Views lead to actions. You can not draw a line between them and hope people will happily stand on one side of it.
If you allow intolerant views, you normalise intolerance. If you normalise intolerance, you ALSO normalise intolerant acts, and they WILL follow naturally.
You don't have to hope for anything. You just wait until they try to carry out the action (paying particular attention to those who have previously expressed views that are likely to lead to it), and physically prevent that.
If you normalize cracking down on views on the basis that they're intolerant, the people who make that determination end up with a lot of unchecked power. In France, for example, you can be jailed for wearing a t-shirt that says "boycott Israel" today - it's hate speech. In Germany, many flags used in Rojava are banned as extremist symbols. And note that despite all these laws, RN and AfD still exist and thrive.
Yeah, no, you can't physically prevent that, not without a perfect panopticon police state.
If you allow intolerance to spread, it WILL, without fail, hurt people. Sometime, immense number of people. This is not theoretical. It happens, again and again, and the only way to prevent it is to oppose intolerance at every stage.
Your abstract ideology of absolutely free speech is not in any way worth the immense pain and suffering that will, inevitably, follow.
On the contrary - you can't prevent intolerance from spreading without a perfect Panopticon police state. That's precisely why Europe is failing at it so badly, despite all their hate speech and extremism laws. Organizations like AfD can dog-whistle in public to avoid crossing legal limits, while still fundamentally communicating the same ideas. You could crack down on that if you had a pervasive surveillance state monitoring all private communication, but they aren't willing to go there.
On the other hand, policing actions is much easier, because the more consequential ones are also the more prominent - you don't need a surveillance state to deal with them, you just need a reaction force.
No, I am arguing that everyone can and should do all they can to condemn hatred. That regular people should make sure there are consequences for being a hateful bigot. And that people should not get tricked by "both-sides" bullshit, or empty appeals to "freedom of speech".
Don't be friends with a racist. Make sure they understand their views are not acceptable. Do your part today.
That does not at all seem like the constructive thing to do. Generally speaking, ostracizing groups of people for their beliefs leads to further polarization, and more extreme views.
In my experience, people are seldom racist for the sake of being hateful. Rather than applying an arbitrary label to someone so that you can lazily dismiss them as evil (which is just as bigoted as the bigotry you claim to oppose), it's better to find the underlying cause of the apparent racism, and addressing that concretely instead.
This is a justification for exterminatory politics. As a person with views to the right of centre the historical record suggests I would at best end up losing everything I own and probably end up in a re-education camp or dead in the event of a communist revolution. By your logic I would be justified in quite extreme measures to combat communism in the present day.
If you allow intolerant views, you normalise intolerance. If you normalise intolerance, you ALSO normalise intolerant acts, and they WILL follow naturally.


• Exercise: Exact reproduction of the data is required, with images excluded.

• Information supplied:
= = =
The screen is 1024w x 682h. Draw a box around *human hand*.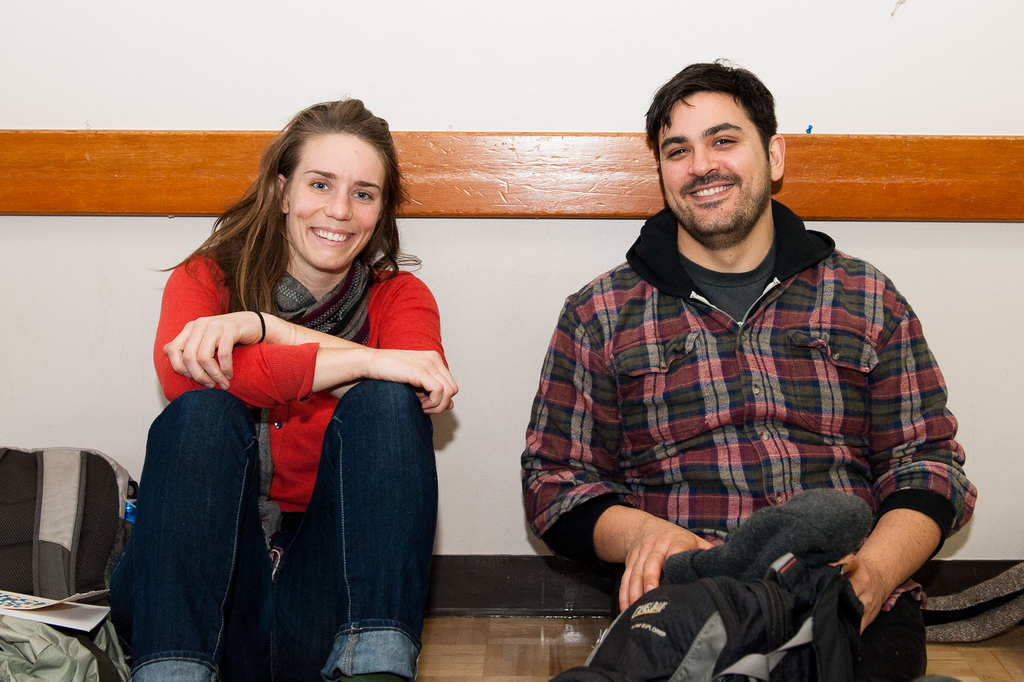
x1=374, y1=349, x2=460, y2=413.
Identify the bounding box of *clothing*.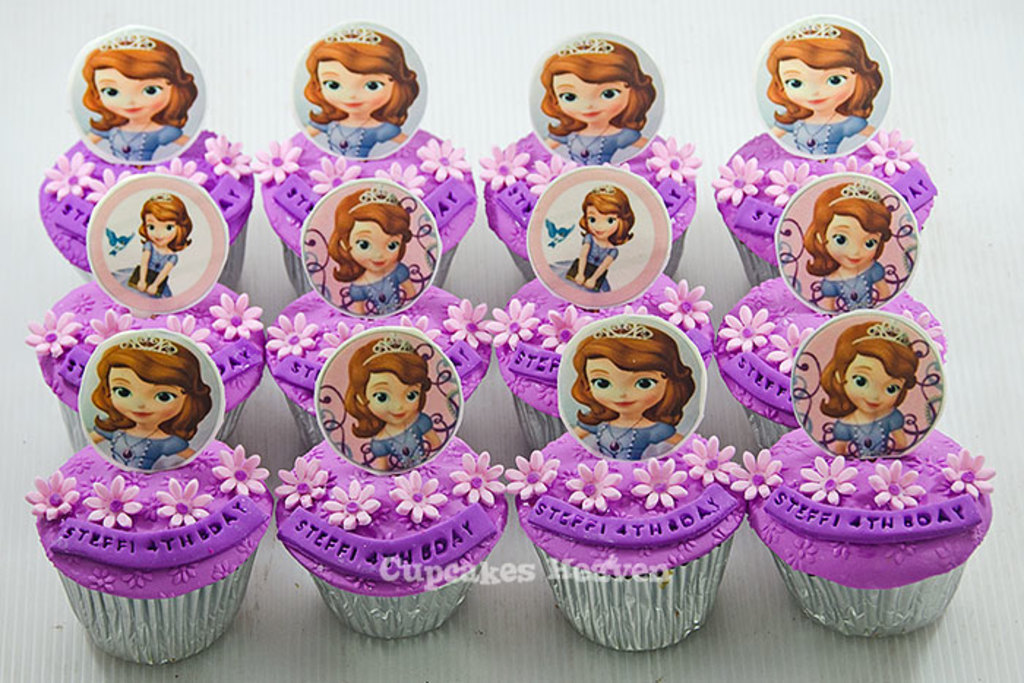
348:263:410:316.
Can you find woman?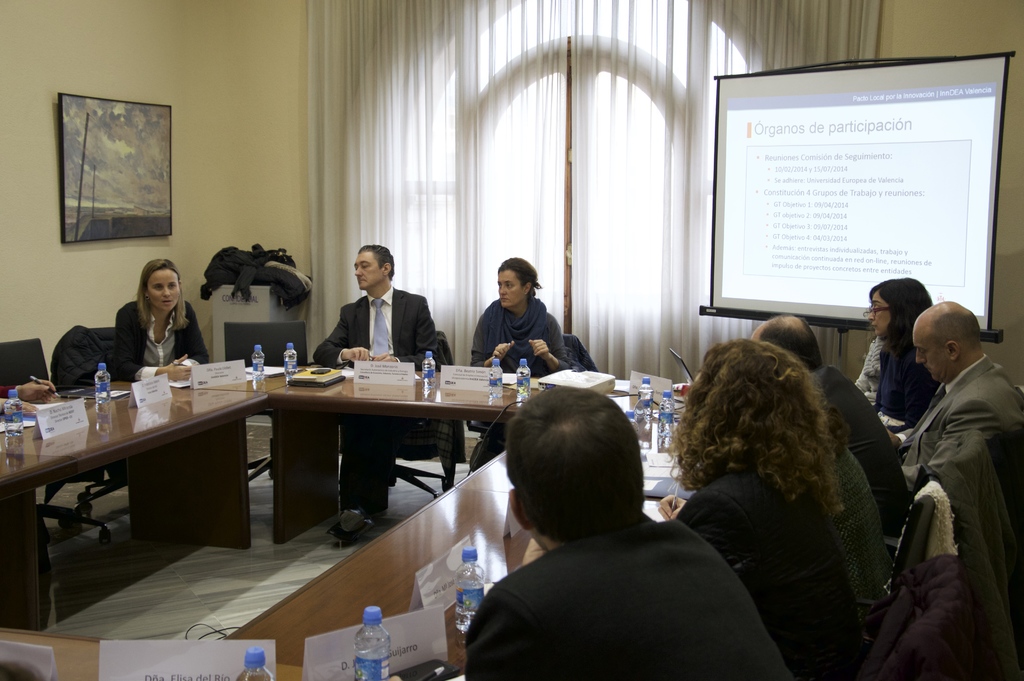
Yes, bounding box: box=[866, 285, 943, 424].
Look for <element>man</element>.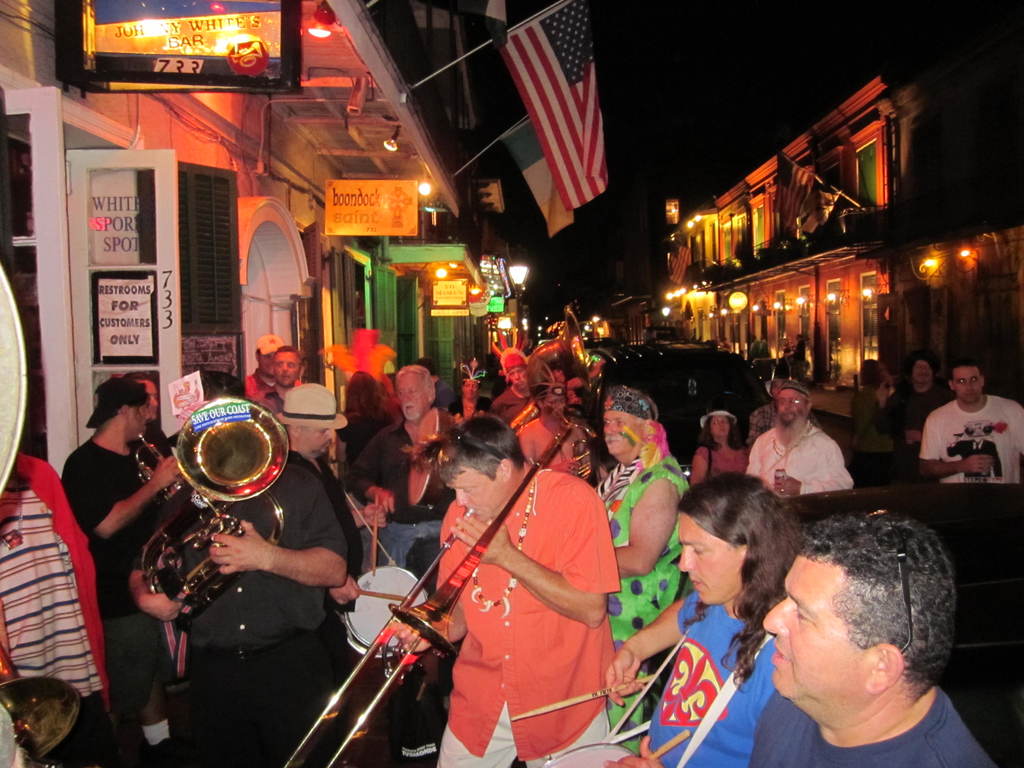
Found: (x1=397, y1=407, x2=622, y2=767).
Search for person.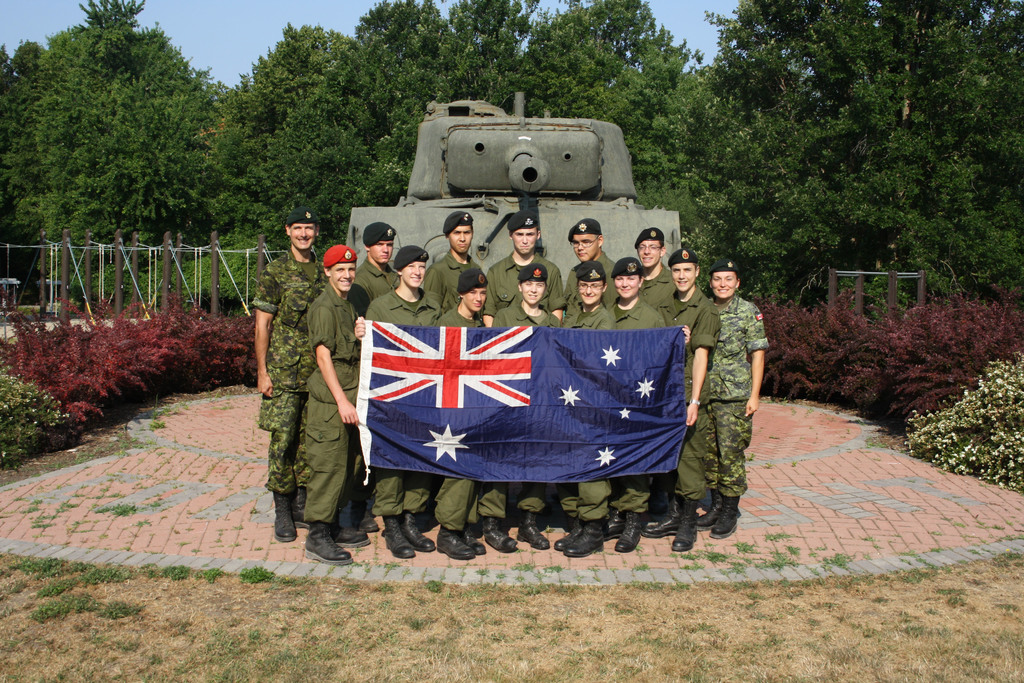
Found at Rect(635, 213, 677, 325).
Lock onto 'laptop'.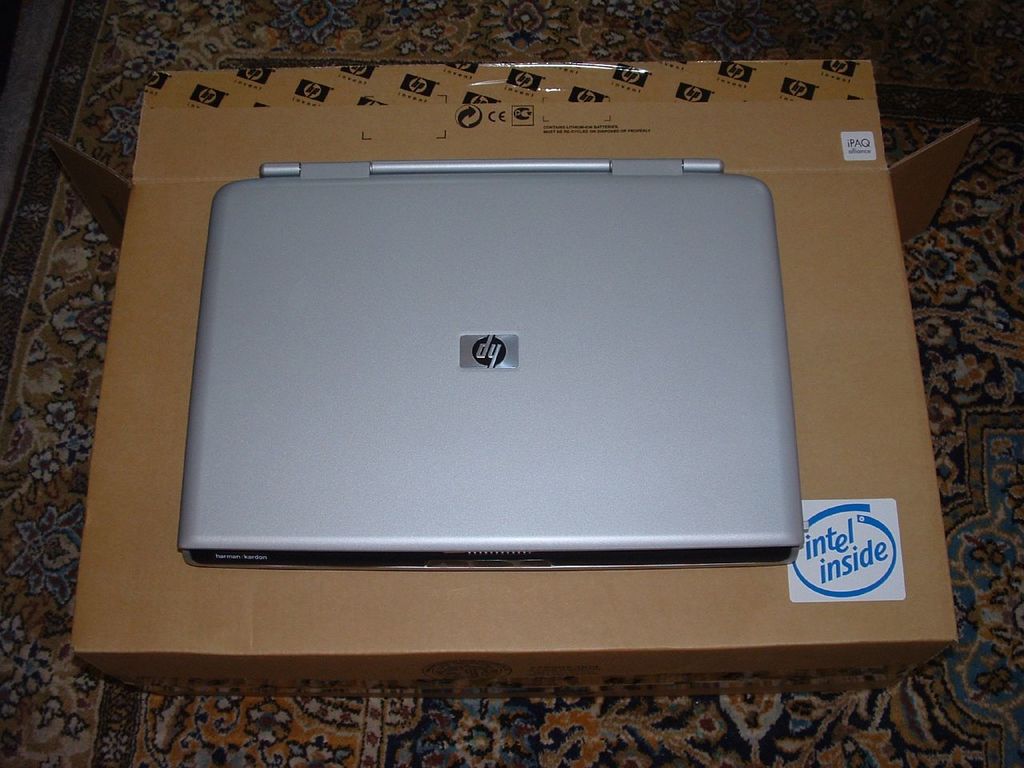
Locked: Rect(181, 130, 818, 621).
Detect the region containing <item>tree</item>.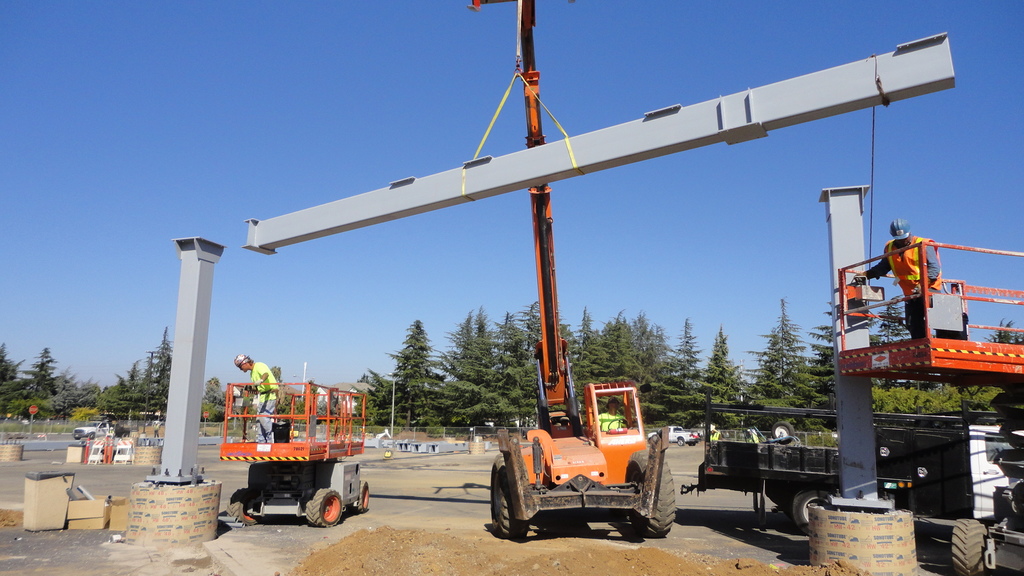
688,332,748,428.
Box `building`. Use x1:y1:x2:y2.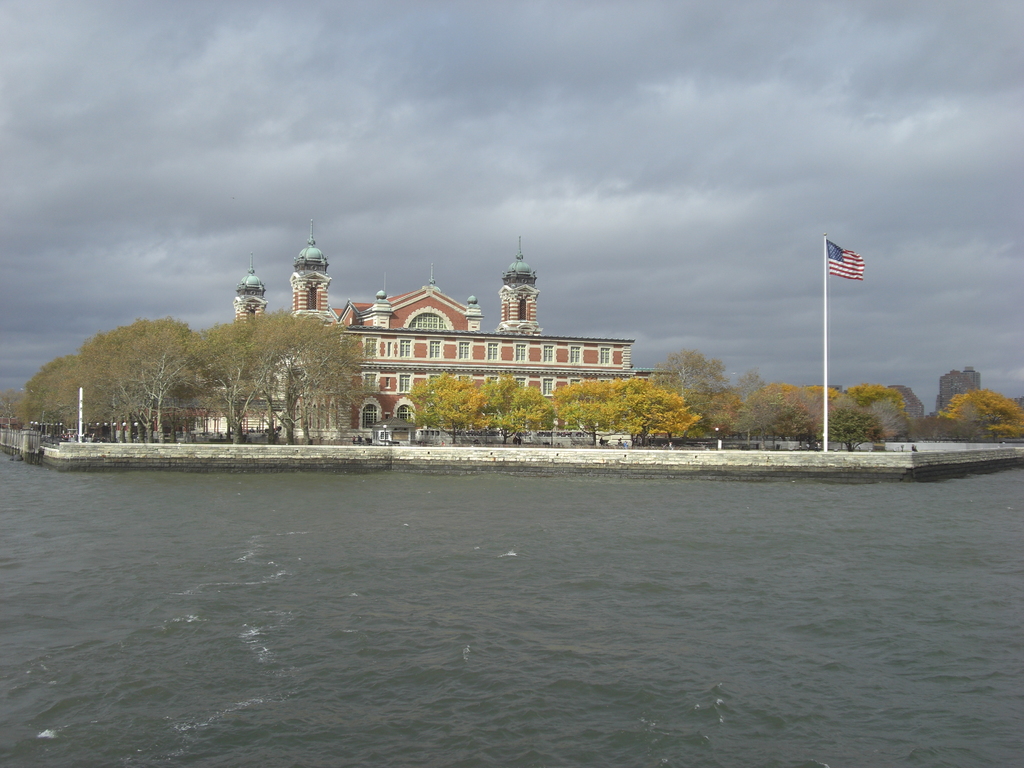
= = =
• Result for this exercise:
The screen is 1024w x 682h. Draw a box around *human hand*.
x1=374, y1=349, x2=460, y2=413.
Identify the bounding box of *clothing*.
348:263:410:316.
Can you find woman?
Yes, bounding box: box=[866, 285, 943, 424].
Look for <element>man</element>.
Found: (x1=397, y1=407, x2=622, y2=767).
Search for person.
Found at Rect(635, 213, 677, 325).
Lock onto 'laptop'.
Locked: Rect(181, 130, 818, 621).
Detect the region containing <item>tree</item>.
688,332,748,428.
Box `building`. Use x1:y1:x2:y2.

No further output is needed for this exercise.